You know it's a horror movie when people make bad real estate decisions at the drop of a hat
If I were to make a horror movie, I'd start with a family of Asian filmmakers who decide to uproot themselves and start live anew in America. Since it's a horror movie, they'd end up making the worst real estate decision of their lives and find themselves living in a creaky old mansion with bad plumbing, moldy wallpaper, and a mysterious dark cellar that you won't want to go down because in it are all the scary ghosts that come along with all mysterious cellars. And with the house comes a curse more horrifying than - our Asian filmmakers will be doomed to make uninspired films that showcase none of the ingenuity, intelligence, or style that they are known for. Now, that would be a horror movie that I'd pay to watch - and not the movies that these filmmakers make. I'm speaking of the wave of Asian filmmakers whose Hollywood chapters of their careers have not been marked by breakout success, but very much the reverse - there are Samo Hung and Chow Yun Fatt in their forays into US television and film, but more importantly Takashi Shimizu, Hideo Nakata as the J-Horror directors who travelled to America to make watered-down remakes of their films.
Joining this sorry bunch of J-horror auteurs are the Pang Brothers, in their US-produced entry The Messengers. One thing about the Pang Brothers' horror films is their strong visual style (Re-cycle being the jewel in their crown), which transform their J-horror-cobbled entries into a feast for the eyes. You can always count on the duo to deliver films based on ideas and motifs that are beginning to wear out their novelty (The Eye was basically an Asian Sixth Sense), yet film them in such a way that still creates an impact.

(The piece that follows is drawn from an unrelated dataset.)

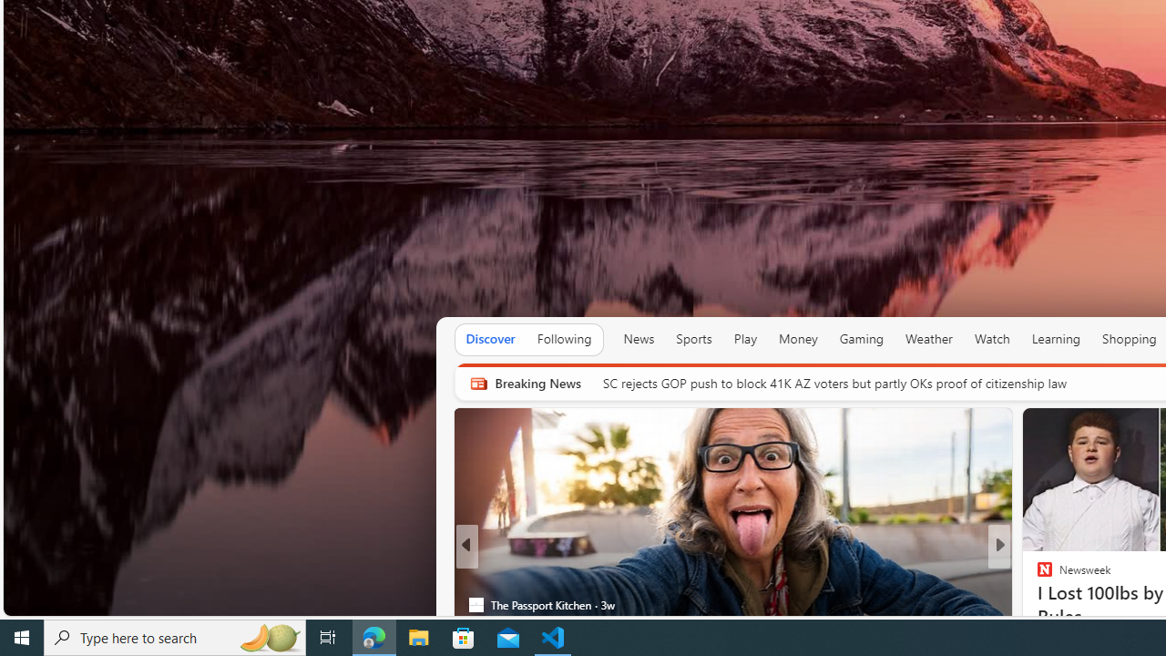 This screenshot has width=1166, height=656. I want to click on Play, so click(745, 339).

In The Messengers, the Pang Brothers achieve merely half of their reputation: there is the estranged family fleeing a yet-unnamed recent tragedy, their setting up in an abandoned and decripit farmhouse (both points, incidentally captured in the by-now cliched Drive Across The Country) that was a witness to a spate of horrifying and mysterious events that led to the disappearance (or death) of the previous owners. In typical horror fashion, our family are the rebellious teen, the innocent toddler, the patriarch who obliviously makes the worst employment and real estate choices possible, and the distracted and brittle mother. There is the mysterious door that Leads Downstairs to a cellar where Something Lurks, and Something Else Oozes from the floorboards. There are the ghoulish figures who keep appearing, but only to the mute toddler and the petrified teeen, always appearing near enough to harm them, but never quite doing just that (i.e. The Eye and Sixth Sense style ghouls). And then, bizarrely, there are the host of crows that should black out the sky every time they appear.
There's a problem with all these horror elements, one which the Pang Brothers must not have realised - they're done to death, they're old and cliched, and it means that the only way to jolt audiences is through particularly loud shocks administered by the crows and the speakers in the cinema. If you look at it, this is a huge failure already for the Pangs, who have never depended on loud shocks, false alarms, and flocks of birds to deliver scares before. To add insult to injury, all these horror elements, together with the much of the first half of the film, are so done to death, old and cliched that they've actually been parodied last year by Tobe Hooper in Mortuary, which had a family uproot themselves to a frightfully old building where the dotty matriarch would pursue her new profession of being a mortician while some dark evil oozes from the plumbing...
In the end, there isn't much to recommend in The Messengers, and far less to condemn in it as well. It would do just nice for people who aren't really willing to be scared out of their socks. Fans of the Pangs will find this to be their weakest effort by far, unfortunately.